Let’s see the code first, then go through what it’s doing:

<ion-side-menu side="left" expose-aside-when="large">
    <header class="bar bar-header bar-calm">
        <h1 class="title">Menu</h1>
    </header>

    <ion-content class="has-header">
        <ion-list>
            <ion-item ng-repeat="dayName in days"
                      menu-close
                      ui-sref="app.day-view({day:'{{ dayName }}'})"
                      nav-clear
                      ng-class="isToday(dayName) ? 'item-stable' : ''">
                {{ dayName }}
            </ion-item>
        </ion-list>
    </ion-content>
</ion-side-menu>

Upper Class

The first is that when using the ion-item it’s possible to use the Ionic predefined CSS styles to give your navigation / list items a bit of colour.

The available options are the same that are available for everything else, just prefixed with item:

  • item-light
  • item-stable
  • item-positive
  • item-assertive
  • item-balanced
  • item-energized
  • item-royal
  • item-dark

If you’re unsure about what any of them look like, this is a good example.

Notice, this goes on the ion-item definition, and although I have used ng-class in the example, this can be swapped out for the standard css style class.

Standard CSS example:

<ion-item class="item-stable">list item text here</ion-item>

More dynamic method using ng-class and the ternary operator to do an inline or shorthand if / else.

<ion-item ng-class="yourFunction(yourProperty) ? 'item-stable' : 'item-light'">
  {{ yourProperty }}
</ion-item>

Ionic Losing My History

I’m going to cut right to the chase on this one – if you are finding your ‘back’ operations get all screwed up when using a side menu, then search your project for instances of nav-clear and remove with extreme prejudice.

No doubt this is wanted in some circumstances, but it cost me at least an hour of head scratching today – not helped by the Ionic forums being offline for some reason.

It turns out this nav-clear attribute deletes history, in my case, whenever a user clicks on a different menu option.

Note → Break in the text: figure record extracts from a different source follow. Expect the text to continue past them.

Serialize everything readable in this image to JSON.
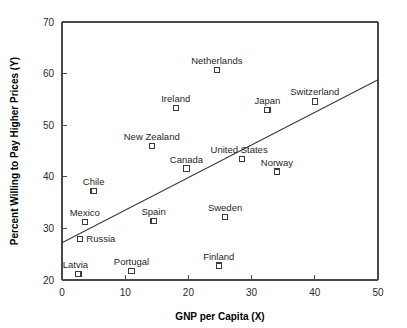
{
  "chart_data": {
    "type": "scatter",
    "title": "",
    "xlabel": "GNP per Capita (X)",
    "ylabel": "Percent Willing to Pay Higher Prices (Y)",
    "xlim": [
      0,
      50
    ],
    "ylim": [
      20,
      70
    ],
    "xticks": [
      0,
      10,
      20,
      30,
      40,
      50
    ],
    "yticks": [
      20,
      30,
      40,
      50,
      60,
      70
    ],
    "xtick_labels": [
      "0",
      "10",
      "20",
      "30",
      "40",
      "50"
    ],
    "ytick_labels": [
      "20",
      "30",
      "40",
      "50",
      "60",
      "70"
    ],
    "grid": false,
    "legend": false,
    "marker_style": "open-square",
    "points": [
      {
        "label": "Latvia",
        "x": 2.6,
        "y": 21.2,
        "label_pos": "above-left"
      },
      {
        "label": "Russia",
        "x": 2.9,
        "y": 28.0,
        "label_pos": "right"
      },
      {
        "label": "Mexico",
        "x": 3.6,
        "y": 31.3,
        "label_pos": "above"
      },
      {
        "label": "Chile",
        "x": 5.0,
        "y": 37.2,
        "label_pos": "above"
      },
      {
        "label": "Portugal",
        "x": 11.0,
        "y": 21.8,
        "label_pos": "above"
      },
      {
        "label": "New Zealand",
        "x": 14.2,
        "y": 46.0,
        "label_pos": "above"
      },
      {
        "label": "Spain",
        "x": 14.5,
        "y": 31.5,
        "label_pos": "above"
      },
      {
        "label": "Ireland",
        "x": 18.0,
        "y": 53.3,
        "label_pos": "above"
      },
      {
        "label": "Canada",
        "x": 19.7,
        "y": 41.6,
        "label_pos": "above"
      },
      {
        "label": "Netherlands",
        "x": 24.5,
        "y": 60.7,
        "label_pos": "above"
      },
      {
        "label": "Finland",
        "x": 24.8,
        "y": 22.8,
        "label_pos": "above"
      },
      {
        "label": "Sweden",
        "x": 25.8,
        "y": 32.2,
        "label_pos": "above"
      },
      {
        "label": "United States",
        "x": 28.5,
        "y": 43.5,
        "label_pos": "above-left"
      },
      {
        "label": "Japan",
        "x": 32.5,
        "y": 53.0,
        "label_pos": "above"
      },
      {
        "label": "Norway",
        "x": 34.0,
        "y": 41.0,
        "label_pos": "above"
      },
      {
        "label": "Switzerland",
        "x": 40.0,
        "y": 54.6,
        "label_pos": "above"
      }
    ],
    "trend_line": {
      "x_start": 0,
      "y_start": 27.2,
      "x_end": 50,
      "y_end": 58.8
    }
  },
  "colors": {
    "background": "#ffffff",
    "axis": "#4a4a4a",
    "marker_stroke": "#3a3a3a",
    "marker_fill": "#ffffff",
    "trend": "#3c3c3c",
    "text": "#1a1a1a"
  }
}
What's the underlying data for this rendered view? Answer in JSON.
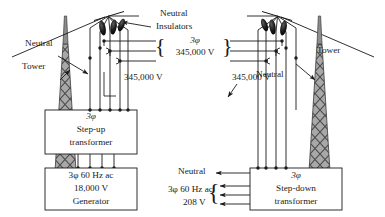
{
  "diagram": {
    "background_color": "#ffffff",
    "line_color": "#1a1a1a",
    "tower_fill_color": "#9a9a9a",
    "insulator_color": "#161616"
  },
  "labels": {
    "neutral_top": "Neutral",
    "insulators": "Insulators",
    "center_phase": "3φ",
    "center_voltage": "345,000 V",
    "left_neutral": "Neutral",
    "left_tower": "Tower",
    "left_voltage": "345,000 V",
    "right_voltage": "345,000 V",
    "right_tower": "Tower",
    "right_neutral": "Neutral",
    "out_neutral": "Neutral",
    "out_line1": "3φ 60 Hz ac",
    "out_line2": "208 V"
  },
  "boxes": {
    "step_up": {
      "line1": "3φ",
      "line2": "Step-up",
      "line3": "transformer"
    },
    "generator": {
      "line1": "3φ 60 Hz ac",
      "line2": "18,000 V",
      "line3": "Generator"
    },
    "step_down": {
      "line1": "3φ",
      "line2": "Step-down",
      "line3": "transformer"
    }
  },
  "braces": {
    "center_left": "{",
    "center_right": "}",
    "output_left": "{"
  }
}
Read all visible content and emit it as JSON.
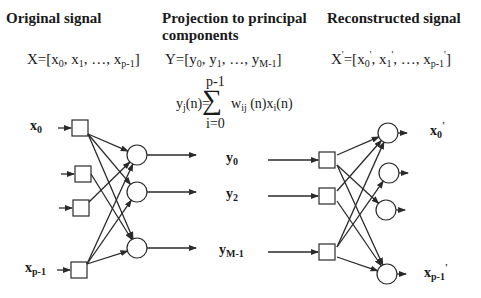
{
  "headers": {
    "original": "Original signal",
    "projection_line1": "Projection to principal",
    "projection_line2": "components",
    "reconstructed": "Reconstructed signal"
  },
  "vectors": {
    "X": {
      "name": "X",
      "open": "=[",
      "items": [
        {
          "base": "x",
          "sub": "0"
        },
        {
          "base": "x",
          "sub": "1"
        },
        {
          "base": "…",
          "sub": ""
        },
        {
          "base": "x",
          "sub": "p-1"
        }
      ],
      "close": "]"
    },
    "Y": {
      "name": "Y",
      "open": "=[",
      "items": [
        {
          "base": "y",
          "sub": "0"
        },
        {
          "base": "y",
          "sub": "1"
        },
        {
          "base": "…",
          "sub": ""
        },
        {
          "base": "y",
          "sub": "M-1"
        }
      ],
      "close": "]"
    },
    "Xp": {
      "name": "X",
      "prime": "'",
      "open": "=[",
      "items": [
        {
          "base": "x",
          "sub": "0",
          "prime": "'"
        },
        {
          "base": "x",
          "sub": "1",
          "prime": "'"
        },
        {
          "base": "…",
          "sub": ""
        },
        {
          "base": "x",
          "sub": "p-1",
          "prime": "'"
        }
      ],
      "close": "]"
    }
  },
  "equation": {
    "upper_limit": "p-1",
    "lhs": "y",
    "lhs_sub": "j",
    "lhs_arg": "(n)=",
    "sigma": "∑",
    "term1": "w",
    "term1_sub": "ij",
    "term1_arg": " (n)x",
    "term2_sub": "i",
    "term2_arg": "(n)",
    "lower_limit": "i=0"
  },
  "left_network": {
    "input_labels": [
      {
        "base": "x",
        "sub": "0"
      },
      {
        "base": "x",
        "sub": "p-1"
      }
    ],
    "output_labels": [
      {
        "base": "y",
        "sub": "0"
      },
      {
        "base": "y",
        "sub": "2"
      },
      {
        "base": "y",
        "sub": "M-1"
      }
    ]
  },
  "right_network": {
    "output_labels": [
      {
        "base": "x",
        "sub": "0",
        "prime": "'"
      },
      {
        "base": "x",
        "sub": "p-1",
        "prime": "'"
      }
    ]
  },
  "colors": {
    "stroke": "#2a2a2a",
    "text": "#1a1a1a",
    "background": "#ffffff"
  }
}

Not at all what I wanted.

The documentation for this is good, but it’s seemingly hidden. I could only find it with a well thought out (read: after a million attempts) Google, but frustratingly it is all there if you know what to search for.

It just doesn’t show up on the menu anywhere as far as I can see.

Always Open Sidebar (On iPad or Similar)

Even though I said I would do two tips, this third one is worth mentioning. This one didn’t actually cost me any time – it was found whilst Googling for the other problems above.

Anyway, it’s too good not to share.

If you have a side menu and you think it would be a good thing if it was always open, should the device have enough screen space (e.g. on an iPad or similar), then stick in the following:

expose-aside-when="large"

And so long as your device width is >768px it will always show the sidebar.

This one is right there in the documentation, but I thought it was awesome and worth sharing.